Reporting from 1 sources: Eiga Natalie.

Kosuke Nagata Video Works Collection Screens Nationwide From August

A special screening titled "Fire in Water: Kosuke Nagata Video Works Collection" will run from August 22 at Pole Pole Higashinakano in Tokyo and other venues across Japan. The program features six video works by artist Kosuke Nagata, including the title piece "Fire in Water," "Salmon Becoming," and "Purée." The event is planned and distributed by Agii and marks the first time Nagata's video works are introduced as a collection. Graphic designer Yurie Hata created the poster visual.

Artist Kosuke Nagata, whose practice spans photography, performance, and installation, will see his video works collected for the first time in a single screening program.
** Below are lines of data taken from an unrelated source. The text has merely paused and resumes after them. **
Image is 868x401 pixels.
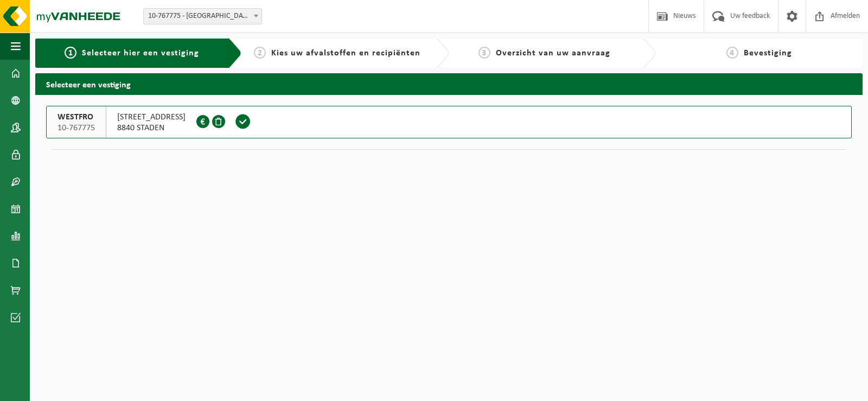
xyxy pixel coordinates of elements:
[65,47,76,59] span: 1
[496,49,611,58] span: Overzicht van uw aanvraag
[117,122,185,133] span: 8840 STADEN
[46,106,852,138] button: WESTFRO 10-767775 [STREET_ADDRESS]8840 STADEN
[727,47,739,59] span: 4
[272,49,421,58] span: Kies uw afvalstoffen en recipiënten
[58,112,95,122] span: WESTFRO
[254,47,266,59] span: 2
[143,8,262,24] span: 10-767775 - WESTFRO - STADEN
[82,49,200,58] span: Selecteer hier een vestiging
[117,112,185,122] span: [STREET_ADDRESS]
[744,49,793,58] span: Bevestiging
[58,122,95,133] span: 10-767775
[143,8,262,23] span: 10-767775 - WESTFRO - STADEN
[35,73,863,95] h2: Selecteer een vestiging
[479,47,491,59] span: 3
Titled "Fire in Water: Kosuke Nagata Video Works Collection," the event runs from August 22 at Pole Pole Higashinakano in Tokyo and will travel to other locations nationwide. The program includes six works: "Translation Zone" (2019, 27 min), "Purée" (2020, 35 min), "Salmon Becoming" (2023, 14 min), "Fire in Water" (2025, 41 min), "Fish of Empire" (2026, 15 min), and "Suddenly This Overview" (2026, 22 min). The poster visual was designed by graphic designer Yurie Hata. Agii plans and distributes the screening.
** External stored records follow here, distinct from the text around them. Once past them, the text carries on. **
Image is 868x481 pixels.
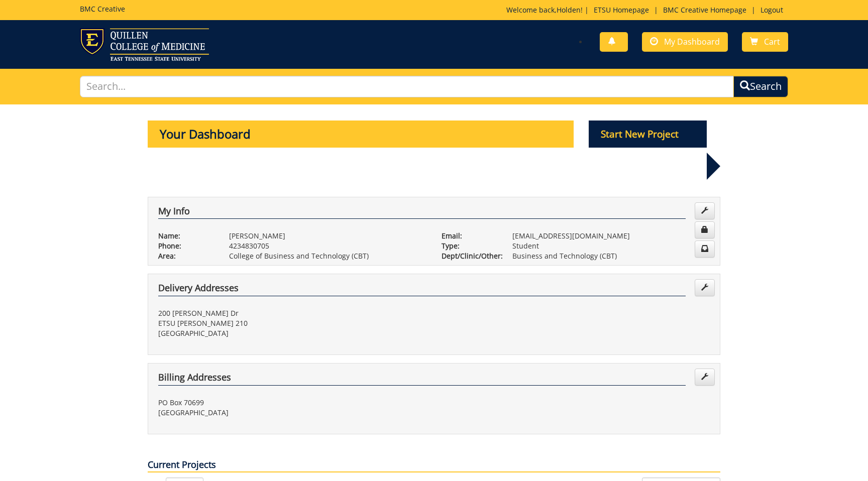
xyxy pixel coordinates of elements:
p: 4234830705 [229,241,426,251]
a: Edit Info [695,203,715,219]
p: PO Box 70699 [158,398,426,408]
p: ETSU [PERSON_NAME] 210 [158,318,426,328]
a: Cart [742,32,788,52]
a: ETSU Homepage [589,5,654,15]
p: Email: [442,231,498,241]
input: Search... [80,76,734,97]
p: Start New Project [589,121,707,148]
a: Edit Addresses [695,369,715,385]
p: [GEOGRAPHIC_DATA] [158,408,426,418]
p: Area: [158,251,214,261]
h4: Billing Addresses [158,372,686,385]
button: Search [734,76,788,97]
a: Start New Project [589,130,707,140]
p: Phone: [158,241,214,251]
p: [EMAIL_ADDRESS][DOMAIN_NAME] [513,231,710,241]
p: Current Projects [148,458,720,473]
p: Welcome back, ! | | | [507,5,788,15]
img: ETSU logo [80,28,209,60]
a: Logout [755,5,788,15]
h5: BMC Creative [80,5,125,12]
a: Edit Addresses [695,279,715,296]
p: Name: [158,231,214,241]
p: Business and Technology (CBT) [513,251,710,261]
a: Change Communication Preferences [695,240,715,258]
p: 200 [PERSON_NAME] Dr [158,308,426,318]
a: Change Password [695,222,715,239]
p: Dept/Clinic/Other: [442,251,498,261]
a: BMC Creative Homepage [658,5,752,15]
h4: Delivery Addresses [158,283,686,296]
p: Your Dashboard [148,121,574,148]
p: Student [513,241,710,251]
p: Type: [442,241,498,251]
p: College of Business and Technology (CBT) [229,251,426,261]
a: Holden [556,5,581,15]
p: [PERSON_NAME] [229,231,426,241]
span: Cart [765,36,781,47]
span: My Dashboard [664,36,720,47]
a: My Dashboard [642,32,728,52]
h4: My Info [158,206,686,219]
p: [GEOGRAPHIC_DATA] [158,328,426,338]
Nagata described food as a thread connecting his work to broader themes of translation, care, solidarity, alienation under capitalism, and ecological colonialism. "Fire in Water" is a video essay about rice cultivation and makgeolli brewing on the Korean Peninsula under Japanese rule, focusing on fungi, yeast, and rice genetic information. "Salmon Becoming" uses hand-drawn animation to examine life and value through farmed salmon and workers. "Purée" considers the eating subject and its plasticity through dining etiquette and cooking techniques.

Synthesized by Yomimono from the 1 cited source below, including Japanese-language reporting where cited, then editorially reviewed before publishing.